A study published in the Canadian Medical Association Journal has identified a substantial screening gap in prenatal care: one in five pregnant women in Ontario did not receive timely syphilis screening, a test critical for preventing vertical transmission to newborns. The finding underscores a troubling disconnect between clinical guidelines and real-world practice during a period when congenital syphilis cases have been rising across North America.
Prenatal Syphilis Screening Compliance in Ontario
Source: Canadian Medical Association Journal, 2026 | Georgian Medical Journal News
A decade of rising congenital cases amid screening failures
The Canadian Medical Association Journal analysis examined prenatal screening practices over a ten-year period and found not only substantial gaps in test completion but also a simultaneous upward trend in congenital syphilis diagnoses among newborns. Congenital syphilis—transmitted from mother to fetus during pregnancy—is preventable through early maternal screening and treatment with penicillin, making the screening gap particularly consequential.
Early detection matters because syphilis in pregnancy can cause stillbirth, prematurity, and severe organ damage in infected infants.
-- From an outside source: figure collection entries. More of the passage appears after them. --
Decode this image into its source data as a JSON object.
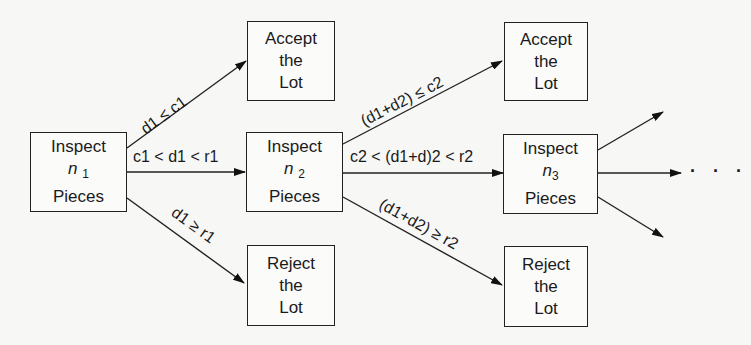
{
  "diagram": {
    "type": "flowchart",
    "title": "",
    "nodes": {
      "inspect1": {
        "line1": "Inspect",
        "var": "n",
        "sub": "1",
        "line3": "Pieces"
      },
      "accept1": {
        "line1": "Accept",
        "line2": "the",
        "line3": "Lot"
      },
      "reject1": {
        "line1": "Reject",
        "line2": "the",
        "line3": "Lot"
      },
      "inspect2": {
        "line1": "Inspect",
        "var": "n",
        "sub": "2",
        "line3": "Pieces"
      },
      "accept2": {
        "line1": "Accept",
        "line2": "the",
        "line3": "Lot"
      },
      "reject2": {
        "line1": "Reject",
        "line2": "the",
        "line3": "Lot"
      },
      "inspect3": {
        "line1": "Inspect",
        "var": "n",
        "sub": "3",
        "line3": "Pieces"
      }
    },
    "edges": [
      {
        "from": "inspect1",
        "to": "accept1",
        "label": "d1 ≤ c1"
      },
      {
        "from": "inspect1",
        "to": "inspect2",
        "label": "c1 < d1 < r1"
      },
      {
        "from": "inspect1",
        "to": "reject1",
        "label": "d1 ≥ r1"
      },
      {
        "from": "inspect2",
        "to": "accept2",
        "label": "(d1+d2) ≤ c2"
      },
      {
        "from": "inspect2",
        "to": "inspect3",
        "label": "c2 < (d1+d)2 < r2"
      },
      {
        "from": "inspect2",
        "to": "reject2",
        "label": "(d1+d2) ≥ r2"
      },
      {
        "from": "inspect3",
        "to": "continuation-up",
        "label": ""
      },
      {
        "from": "inspect3",
        "to": "continuation-mid",
        "label": ""
      },
      {
        "from": "inspect3",
        "to": "continuation-down",
        "label": ""
      }
    ],
    "continuation": "· · ·"
  }
}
When identified and treated promptly, outcomes are dramatically improved. For additional context on infectious disease screening in pregnancy, see our coverage of maternal health and prenatal screening.
Why screening is falling through the cracks
The Canadian Medical Association Journal did not specify the precise reasons for the 20% gap, but researchers pointed to fragmented prenatal care coordination, variable adherence to screening protocols in primary care settings, and potential delays in test ordering and completion. Prenatal care in Ontario is distributed across multiple providers—family physicians, obstetricians, midwives, and community health clinics—each with different electronic systems and reminder protocols.
Pregnant women with unstable housing, substance use, or limited access to primary care were disproportionately affected. These structural barriers reflect broader inequities in prenatal access. Related screening challenges in infectious diseases are documented on our infectious disease page.
Clinical guidelines versus real-world implementation
Canadian guidance recommends syphilis serology testing at the first prenatal visit and again in the third trimester for pregnant women at higher risk. The Canadian Medical Association Journal study suggests that despite clear recommendations, systematic implementation remains inconsistent across Ontario’s fragmented healthcare landscape.
International data from the Centers for Disease Control and Prevention and World Health Organization emphasize that universal prenatal syphilis screening is a cost-effective intervention with lifesaving potential. The cost of treatment—a single course of penicillin—is negligible compared to the medical burden of congenital syphilis in a newborn.
One in five pregnant women in Ontario did not receive timely syphilis screening despite it being a critical preventive intervention for congenital syphilis
— Canadian Medical Association Journal, 2026
Key takeaways
- 20% of Ontario pregnant women missed timely syphilis screening over a ten-year study period
- Fragmented prenatal care systems and variable adherence to screening protocols contribute to the gap
- Congenital syphilis is preventable with early maternal screening and penicillin treatment, yet cases have risen as screening compliance has lagged
- Vulnerable populations—those with unstable housing or substance use—experienced disproportionate screening gaps
Frequently asked questions
Why is syphilis screening in pregnancy so critical?
Syphilis acquired during pregnancy can cause severe harm to the fetus, including stillbirth, prematurity, bone deformities, blindness, and deafness. When screened early and treated with penicillin, transmission is prevented and maternal-fetal health is preserved. According to the CDC, untreated maternal syphilis results in adverse outcomes in up to 80% of pregnancies.
How is congenital syphilis treated after birth?
Newborns diagnosed with congenital syphilis receive parenteral (injected) penicillin therapy over ten days. Early treatment prevents long-term sequelae such as neurosyphilis, cardiac involvement, and skeletal deformities. The National Institutes of Health emphasizes that prompt diagnosis and treatment in the neonatal period are essential for optimal outcomes.
What can healthcare systems do to close the screening gap?
Integrated electronic health records with automated screening reminders, training of all prenatal care providers on syphilis testing protocols, and targeted outreach to vulnerable populations can improve compliance. Centred care models and universal screening algorithms—rather than risk-based approaches—have shown the highest completion rates.
Closing Ontario’s prenatal syphilis screening gap will require system-level coordination: unified electronic reminders across all prenatal providers, provider education, and dedicated resources for outreach to underserved populations. As congenital syphilis cases continue to rise in North America, renewing attention to this preventable infection represents a straightforward public health priority with immediate clinical impact.